Posted on 06/26/2002 7:21:22 AM PDT by ValerieUSA

'Shootings involving officers often spark raw emotions about race, but in the latest incident, in which a drug addict is accused of killing a police officer, the issue of race has emerged with a twist.

In the past, black community leaders have criticized police departments after shootings involving officers. But after Saturday's shooting, in which a black man killed a white King County Sheriff's deputy, the Seattle-area black community is feeling the heat.

"I've never been accused of being a racist, but what I see is creating a racist climate. I'm becoming someone who is divisive," said George Baena, 65, a retired military aviator from Olympia.

Baena, who is white, said he's angry at black leaders whom he says have blamed police and white people with a broad brush of accusations.

"Without a doubt, they have opened this racial box," he said. "Now there's a white backlash when it happens in reverse."
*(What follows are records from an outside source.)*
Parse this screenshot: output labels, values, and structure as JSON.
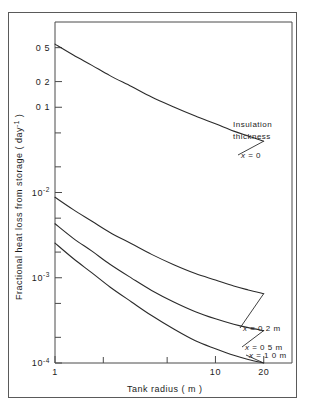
{
  "figure": {
    "background": "#ffffff",
    "frame_color": "#5a5a5a",
    "axis_color": "#4a4a4a",
    "curve_color": "#2b2b2b"
  },
  "chart_data": {
    "type": "line",
    "title": "",
    "xlabel": "Tank radius ( m )",
    "ylabel": "Fractional heat loss from storage ( day-1 )",
    "ylabel_main": "Fractional heat loss from storage ( day",
    "ylabel_sup": "-1",
    "ylabel_tail": " )",
    "xscale": "log",
    "yscale": "log",
    "xlim": [
      1,
      30
    ],
    "ylim": [
      0.0001,
      1.0
    ],
    "grid": false,
    "legend": "inline-labels",
    "xticks": [
      1,
      2,
      5,
      10,
      20
    ],
    "xtick_labels": [
      "1",
      "",
      "",
      "10",
      "20"
    ],
    "ytick_values": [
      0.5,
      0.2,
      0.1,
      0.05,
      0.02,
      0.01,
      0.005,
      0.002,
      0.001,
      0.0005,
      0.0002,
      0.0001
    ],
    "ytick_labels": [
      "0.5",
      "0.2",
      "0.1",
      "",
      "",
      "10-2",
      "",
      "",
      "10-3",
      "",
      "",
      "10-4"
    ],
    "ytick_labels_display": [
      {
        "text": "0 5",
        "sup": ""
      },
      {
        "text": "0 2",
        "sup": ""
      },
      {
        "text": "0 1",
        "sup": ""
      },
      {
        "text": "",
        "sup": ""
      },
      {
        "text": "",
        "sup": ""
      },
      {
        "text": "10",
        "sup": "-2"
      },
      {
        "text": "",
        "sup": ""
      },
      {
        "text": "",
        "sup": ""
      },
      {
        "text": "10",
        "sup": "-3"
      },
      {
        "text": "",
        "sup": ""
      },
      {
        "text": "",
        "sup": ""
      },
      {
        "text": "10",
        "sup": "-4"
      }
    ],
    "annotation_heading_line1": "Insulation",
    "annotation_heading_line2": "thickness",
    "series": [
      {
        "name": "x = 0",
        "label": "x = 0",
        "insulation_thickness_m": 0,
        "x": [
          1,
          1.3,
          1.7,
          2.2,
          3,
          4,
          5.5,
          7.5,
          10,
          13,
          16,
          20
        ],
        "y": [
          0.55,
          0.41,
          0.31,
          0.235,
          0.175,
          0.132,
          0.101,
          0.079,
          0.064,
          0.0525,
          0.046,
          0.04
        ]
      },
      {
        "name": "x = 0.2 m",
        "label": "x = 0.2 m",
        "insulation_thickness_m": 0.2,
        "x": [
          1,
          1.3,
          1.7,
          2.2,
          3,
          4,
          5.5,
          7.5,
          10,
          13,
          16,
          20
        ],
        "y": [
          0.0088,
          0.0063,
          0.0046,
          0.0034,
          0.0025,
          0.00188,
          0.00142,
          0.00112,
          0.00094,
          0.0008,
          0.00072,
          0.00065
        ]
      },
      {
        "name": "x = 0.5 m",
        "label": "x = 0.5 m",
        "insulation_thickness_m": 0.5,
        "x": [
          1,
          1.3,
          1.7,
          2.2,
          3,
          4,
          5.5,
          7.5,
          10,
          13,
          16,
          20
        ],
        "y": [
          0.0043,
          0.0029,
          0.00205,
          0.00144,
          0.00099,
          0.00071,
          0.00052,
          0.0004,
          0.00033,
          0.000285,
          0.00026,
          0.00024
        ]
      },
      {
        "name": "x = 1.0 m",
        "label": "x = 1.0 m",
        "insulation_thickness_m": 1.0,
        "x": [
          1,
          1.3,
          1.7,
          2.2,
          3,
          4,
          5.5,
          7.5,
          10,
          13,
          16,
          20
        ],
        "y": [
          0.00255,
          0.00168,
          0.00114,
          0.00078,
          0.00052,
          0.00036,
          0.00025,
          0.000182,
          0.000147,
          0.000123,
          0.00011,
          0.0001
        ]
      }
    ]
  }
}
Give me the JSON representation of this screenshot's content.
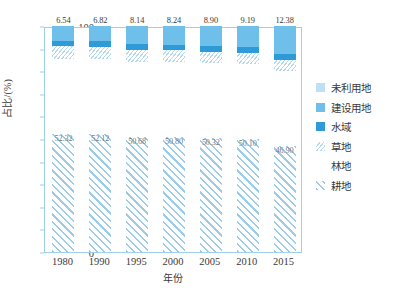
{
  "chart_data": {
    "type": "bar",
    "stacked": true,
    "title": "",
    "xlabel": "年份",
    "ylabel": "占比/(%)",
    "ylim": [
      0,
      100
    ],
    "ytick_step": 10,
    "yticks": [
      "0",
      "10",
      "20",
      "30",
      "40",
      "50",
      "60",
      "70",
      "80",
      "90",
      "100"
    ],
    "categories": [
      "1980",
      "1990",
      "1995",
      "2000",
      "2005",
      "2010",
      "2015"
    ],
    "grid": false,
    "legend_position": "right",
    "series": [
      {
        "name": "耕地",
        "pattern": "diagonal-hatch",
        "color": "#9ecbe8",
        "values": [
          52.32,
          52.12,
          50.68,
          50.8,
          50.32,
          50.1,
          46.9
        ],
        "labels": [
          "52.32",
          "52.12",
          "50.68",
          "50.80",
          "50.32",
          "50.10",
          "46.90"
        ]
      },
      {
        "name": "林地",
        "pattern": "dotted",
        "color": "#bedcf0",
        "values": [
          33.2,
          33.25,
          33.45,
          33.2,
          33.1,
          32.95,
          33.1
        ]
      },
      {
        "name": "草地",
        "pattern": "small-dash",
        "color": "#b6d8ef",
        "values": [
          5.6,
          5.45,
          5.35,
          5.3,
          5.25,
          5.2,
          5.15
        ]
      },
      {
        "name": "水域",
        "pattern": "solid",
        "color": "#2e9bd8",
        "values": [
          2.34,
          2.36,
          2.38,
          2.46,
          2.43,
          2.56,
          2.47
        ]
      },
      {
        "name": "建设用地",
        "pattern": "solid",
        "color": "#6ec0ea",
        "values": [
          6.54,
          6.82,
          8.14,
          8.24,
          8.9,
          9.19,
          12.38
        ],
        "labels": [
          "6.54",
          "6.82",
          "8.14",
          "8.24",
          "8.90",
          "9.19",
          "12.38"
        ]
      },
      {
        "name": "未利用地",
        "pattern": "solid",
        "color": "#bfe0f4",
        "values": [
          0.0,
          0.0,
          0.0,
          0.0,
          0.0,
          0.0,
          0.0
        ]
      }
    ]
  },
  "legend": {
    "items": [
      {
        "label": "未利用地",
        "swatch_class": "sw-weiliyong",
        "icon": "legend-swatch-unused-land"
      },
      {
        "label": "建设用地",
        "swatch_class": "sw-jianshe",
        "icon": "legend-swatch-built-land"
      },
      {
        "label": "水域",
        "swatch_class": "sw-shuiyu",
        "icon": "legend-swatch-water"
      },
      {
        "label": "草地",
        "swatch_class": "sw-caodi",
        "icon": "legend-swatch-grassland"
      },
      {
        "label": "林地",
        "swatch_class": "sw-lindi",
        "icon": "legend-swatch-forest"
      },
      {
        "label": "耕地",
        "swatch_class": "sw-gengdi",
        "icon": "legend-swatch-cropland"
      }
    ]
  },
  "axes": {
    "y_title": "占比/(%)",
    "x_title": "年份"
  }
}
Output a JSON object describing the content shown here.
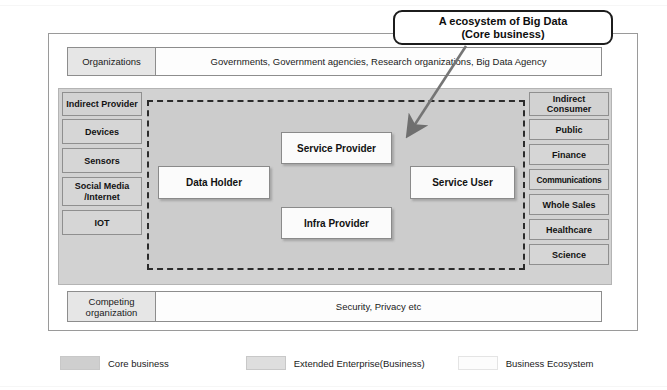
{
  "diagram": {
    "callout": {
      "line1": "A ecosystem of Big Data",
      "line2": "(Core business)"
    },
    "organizations_band": {
      "key": "Organizations",
      "value": "Governments, Government agencies, Research organizations, Big Data Agency"
    },
    "competing_band": {
      "key": "Competing organization",
      "value": "Security, Privacy  etc"
    },
    "indirect_provider": {
      "header": "Indirect Provider",
      "items": [
        {
          "label": "Devices"
        },
        {
          "label": "Sensors"
        },
        {
          "label": "Social Media /Internet"
        },
        {
          "label": "IOT"
        }
      ]
    },
    "indirect_consumer": {
      "header": "Indirect Consumer",
      "items": [
        {
          "label": "Public"
        },
        {
          "label": "Finance"
        },
        {
          "label": "Communications"
        },
        {
          "label": "Whole Sales"
        },
        {
          "label": "Healthcare"
        },
        {
          "label": "Science"
        }
      ]
    },
    "actors": [
      {
        "label": "Data Holder"
      },
      {
        "label": "Service Provider"
      },
      {
        "label": "Infra Provider"
      },
      {
        "label": "Service User"
      }
    ],
    "legend": [
      {
        "label": "Core business",
        "color": "#cccccc"
      },
      {
        "label": "Extended  Enterprise(Business)",
        "color": "#dcdcdc"
      },
      {
        "label": "Business Ecosystem",
        "color": "#fbfbfb"
      }
    ],
    "colors": {
      "core_business": "#cccccc",
      "extended_enterprise": "#d2d2d2",
      "business_ecosystem": "#ffffff",
      "frame_border": "#9a9a9a",
      "dashed_border": "#2b2b2b",
      "text": "#111111"
    }
  }
}
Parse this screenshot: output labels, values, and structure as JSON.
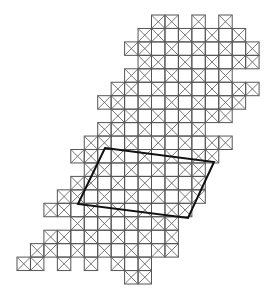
{
  "figure": {
    "title": "",
    "grid": {
      "origin_x": 17,
      "origin_y": 15,
      "cell_size": 13.45,
      "line_color": "#555555",
      "cross_color": "#666666",
      "cross_rule": "cross when (row+col) odd or on boundary",
      "rows": [
        {
          "row": 0,
          "cols": [
            10,
            11,
            13,
            15
          ]
        },
        {
          "row": 1,
          "cols": [
            9,
            10,
            11,
            12,
            13,
            14,
            15,
            16
          ]
        },
        {
          "row": 2,
          "cols": [
            8,
            9,
            10,
            11,
            12,
            13,
            14,
            15,
            16,
            17
          ]
        },
        {
          "row": 3,
          "cols": [
            9,
            10,
            11,
            12,
            13,
            14,
            15,
            16,
            17
          ]
        },
        {
          "row": 4,
          "cols": [
            8,
            9,
            10,
            11,
            12,
            13,
            14,
            15
          ]
        },
        {
          "row": 5,
          "cols": [
            7,
            8,
            9,
            10,
            11,
            12,
            13,
            14,
            15,
            16,
            17
          ]
        },
        {
          "row": 6,
          "cols": [
            6,
            7,
            8,
            9,
            10,
            11,
            12,
            13,
            14,
            15,
            16
          ]
        },
        {
          "row": 7,
          "cols": [
            7,
            8,
            9,
            10,
            11,
            12,
            13,
            14,
            15
          ]
        },
        {
          "row": 8,
          "cols": [
            6,
            7,
            8,
            9,
            10,
            11,
            12,
            13
          ]
        },
        {
          "row": 9,
          "cols": [
            5,
            6,
            7,
            8,
            9,
            10,
            11,
            12,
            13,
            14,
            15
          ]
        },
        {
          "row": 10,
          "cols": [
            4,
            5,
            6,
            7,
            8,
            9,
            10,
            11,
            12,
            13,
            14
          ]
        },
        {
          "row": 11,
          "cols": [
            5,
            6,
            7,
            8,
            9,
            10,
            11,
            12,
            13
          ]
        },
        {
          "row": 12,
          "cols": [
            4,
            5,
            6,
            7,
            8,
            9,
            10,
            11,
            12,
            13
          ]
        },
        {
          "row": 13,
          "cols": [
            3,
            4,
            5,
            6,
            7,
            8,
            9,
            10,
            11,
            12,
            13
          ]
        },
        {
          "row": 14,
          "cols": [
            2,
            3,
            4,
            5,
            6,
            7,
            8,
            9,
            10,
            11,
            12
          ]
        },
        {
          "row": 15,
          "cols": [
            4,
            5,
            6,
            7,
            8,
            9,
            10,
            11
          ]
        },
        {
          "row": 16,
          "cols": [
            2,
            3,
            4,
            5,
            6,
            7,
            8,
            9,
            10,
            11
          ]
        },
        {
          "row": 17,
          "cols": [
            1,
            2,
            3,
            4,
            5,
            6,
            7,
            8,
            9,
            10,
            11
          ]
        },
        {
          "row": 18,
          "cols": [
            0,
            1,
            3,
            5,
            7,
            8,
            9
          ]
        },
        {
          "row": 19,
          "cols": [
            8,
            9
          ]
        }
      ]
    },
    "parallelogram": {
      "points": [
        [
          105,
          148
        ],
        [
          214,
          162
        ],
        [
          188,
          218
        ],
        [
          78,
          204
        ]
      ],
      "stroke": "#111111",
      "stroke_width": 2
    }
  }
}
Yesterday, after a day of anger on local talk radio programs, a group of prominent black leaders called a news conference to respond. They said people were "politicizing" the death of Deputy Richard Herzog by making race an issue, and by associating it with a controversial shooting last April. That incident involved a white off-duty sheriff's deputy killing a black man.
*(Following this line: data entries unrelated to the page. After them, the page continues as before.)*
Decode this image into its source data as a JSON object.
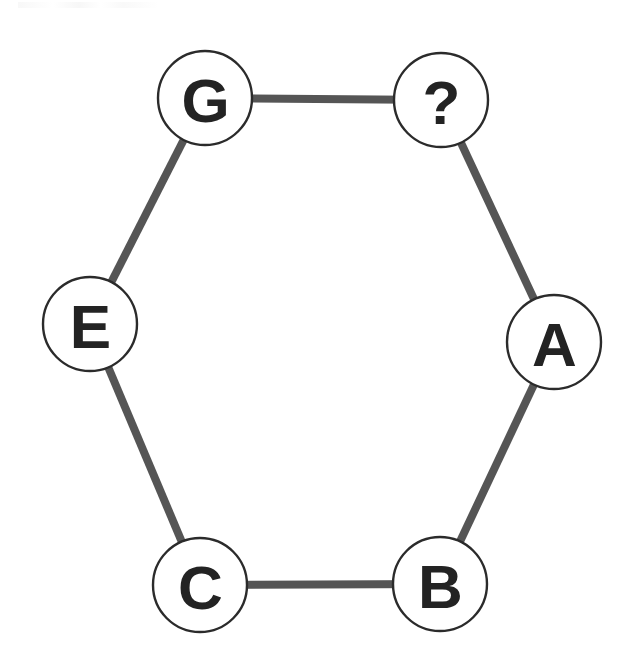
{
  "diagram": {
    "type": "hexagon-cycle-graph",
    "title": "",
    "background_color": "#ffffff",
    "edge_color": "#555555",
    "edge_width": 8,
    "node_fill": "#ffffff",
    "node_stroke": "#2b2b2b",
    "node_stroke_width": 2.4,
    "node_radius": 47,
    "label_color": "#232323",
    "nodes": [
      {
        "id": "node-g",
        "label": "G",
        "cx": 205,
        "cy": 98,
        "r": 47
      },
      {
        "id": "node-question",
        "label": "?",
        "cx": 441,
        "cy": 100,
        "r": 47
      },
      {
        "id": "node-a",
        "label": "A",
        "cx": 554,
        "cy": 342,
        "r": 47
      },
      {
        "id": "node-b",
        "label": "B",
        "cx": 440,
        "cy": 584,
        "r": 47
      },
      {
        "id": "node-c",
        "label": "C",
        "cx": 200,
        "cy": 585,
        "r": 47
      },
      {
        "id": "node-e",
        "label": "E",
        "cx": 90,
        "cy": 324,
        "r": 47
      }
    ],
    "edges": [
      {
        "id": "edge-g-question",
        "from": "node-g",
        "to": "node-question"
      },
      {
        "id": "edge-question-a",
        "from": "node-question",
        "to": "node-a"
      },
      {
        "id": "edge-a-b",
        "from": "node-a",
        "to": "node-b"
      },
      {
        "id": "edge-b-c",
        "from": "node-b",
        "to": "node-c"
      },
      {
        "id": "edge-c-e",
        "from": "node-c",
        "to": "node-e"
      },
      {
        "id": "edge-e-g",
        "from": "node-e",
        "to": "node-g"
      }
    ]
  }
}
"This is not a black, red, brown or white issue," said James Kelly, president of the Urban League of Metropolitan Seattle. "This is a mental health issue."
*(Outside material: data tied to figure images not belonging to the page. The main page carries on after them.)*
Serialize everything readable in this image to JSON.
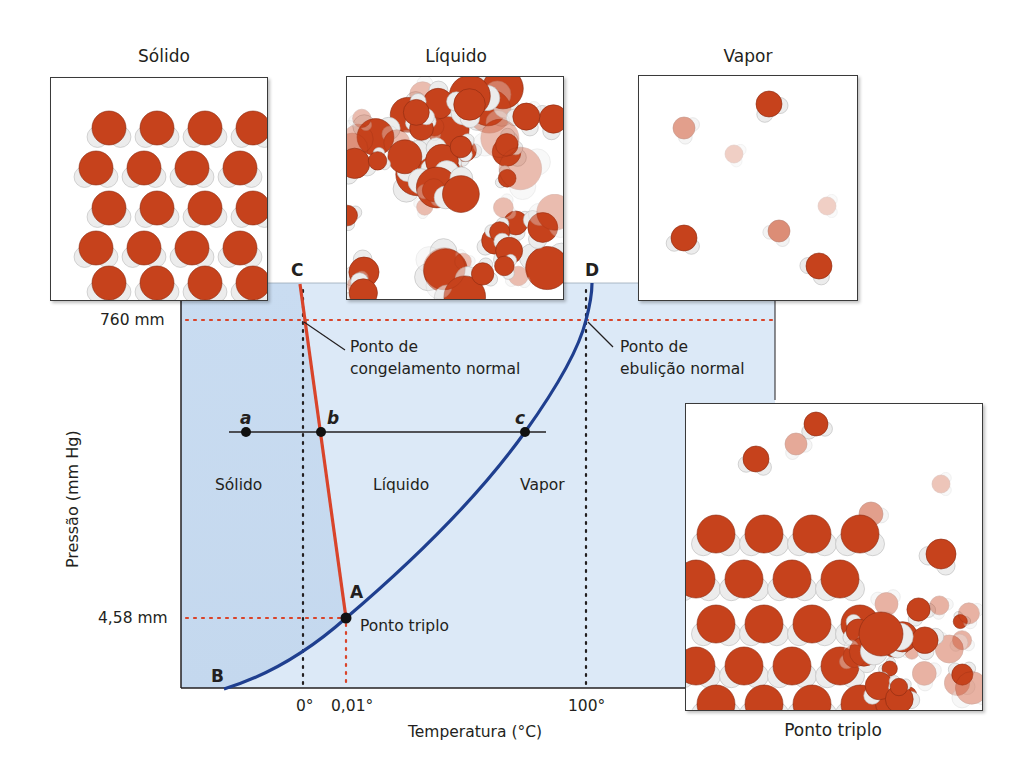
{
  "panels": {
    "solid": {
      "title": "Sólido"
    },
    "liquid": {
      "title": "Líquido"
    },
    "vapor": {
      "title": "Vapor"
    },
    "triple_point": {
      "caption": "Ponto triplo"
    }
  },
  "diagram": {
    "y_axis_label": "Pressão (mm Hg)",
    "x_axis_label": "Temperatura (°C)",
    "y_ticks": [
      "760 mm",
      "4,58 mm"
    ],
    "x_ticks": [
      "0°",
      "0,01°",
      "100°"
    ],
    "region_labels": {
      "solid": "Sólido",
      "liquid": "Líquido",
      "vapor": "Vapor"
    },
    "point_letters": {
      "A": "A",
      "B": "B",
      "C": "C",
      "D": "D"
    },
    "line_points": {
      "a": "a",
      "b": "b",
      "c": "c"
    },
    "annotations": {
      "freezing_line1": "Ponto de",
      "freezing_line2": "congelamento normal",
      "boiling_line1": "Ponto de",
      "boiling_line2": "ebulição normal",
      "triple": "Ponto triplo"
    },
    "colors": {
      "solid_region": "#c8dbf0",
      "fluid_region": "#dce9f7",
      "fusion_curve": "#d9442a",
      "vaporization_curve": "#1f3f8f",
      "reference_dots_red": "#d9442a",
      "reference_dots_black": "#231f20",
      "oxygen": "#c6421c",
      "hydrogen": "#ececec"
    }
  },
  "chart_data": {
    "type": "line",
    "xlabel": "Temperatura (°C)",
    "ylabel": "Pressão (mm Hg)",
    "x_ticks": [
      "0°",
      "0,01°",
      "100°"
    ],
    "y_ticks": [
      "4,58 mm",
      "760 mm"
    ],
    "series": [
      {
        "name": "Curva de fusão (A–C)",
        "points": [
          {
            "label": "A",
            "x": 0.01,
            "y": 4.58
          },
          {
            "label": "C",
            "x": -0.0075,
            "y": "above 760"
          }
        ]
      },
      {
        "name": "Curva de vaporização/sublimação (B–A–D)",
        "points": [
          {
            "label": "B",
            "x": "below 0",
            "y": 0
          },
          {
            "label": "A",
            "x": 0.01,
            "y": 4.58
          },
          {
            "label": "D",
            "x": 100,
            "y": 760
          }
        ]
      }
    ],
    "key_points": [
      {
        "name": "Ponto triplo",
        "x": 0.01,
        "y": 4.58
      },
      {
        "name": "Ponto de congelamento normal",
        "x": 0,
        "y": 760
      },
      {
        "name": "Ponto de ebulição normal",
        "x": 100,
        "y": 760
      }
    ],
    "isobar_points": [
      "a",
      "b",
      "c"
    ],
    "regions": [
      "Sólido",
      "Líquido",
      "Vapor"
    ],
    "grid": false
  }
}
They condemned the shooting and expressed condolences to the family of the slain deputy and to the Sheriff's Office. They also urged people to focus their attention on improving treatment for people who are mentally ill or addicted to drugs.

"We are appalled by this tragedy. Our prayers, our thoughts and our sympathies are extended to the Herzog family, his children, to his wife and the King County Sheriff's Office," said the Rev. John Hunter, pastor of First AME Church.

Herzog was responding to complaints about an agitated, naked man blocking traffic on Coal Creek Parkway Southeast in Newcastle. Herzog, alone on patrol in Newcastle, used pepper spray on the man, Ronald Matthews Sr., 44, a felon with a history of violence and troubles with crack cocaine and depression.

But Matthews, fresh from prison after serving time for assaulting a Bellevue officer, charged at the deputy. In the struggle, he took Herzog's gun and shot him several times, including rounds fired at point-blank range while horrified witnesses looked on. Herzog was shot in the leg and died from multiple gunshot wounds to the head, the King County Medical Examiner's Office said yesterday.

Sheriff Dave Reichert, visibly shaken, appeared on TV news programs, angrily denouncing the killing as an "execution."

Among those who e-mailed the Seattle Post-Intelligencer to express their own indignation was Michael Wood, 35, of Kent. Wood, a white sales representative, last night said he was "appalled" that black leaders called the main issue in the Herzog case one of mental health and not race.

Black leaders have gone out of their way to "immediately raise race as an issue" when a white officer uses deadly force against a black suspect, he said. Whites, now sensitized to the issue, naturally are suspicious if black racism is a factor when the reverse happens, he added.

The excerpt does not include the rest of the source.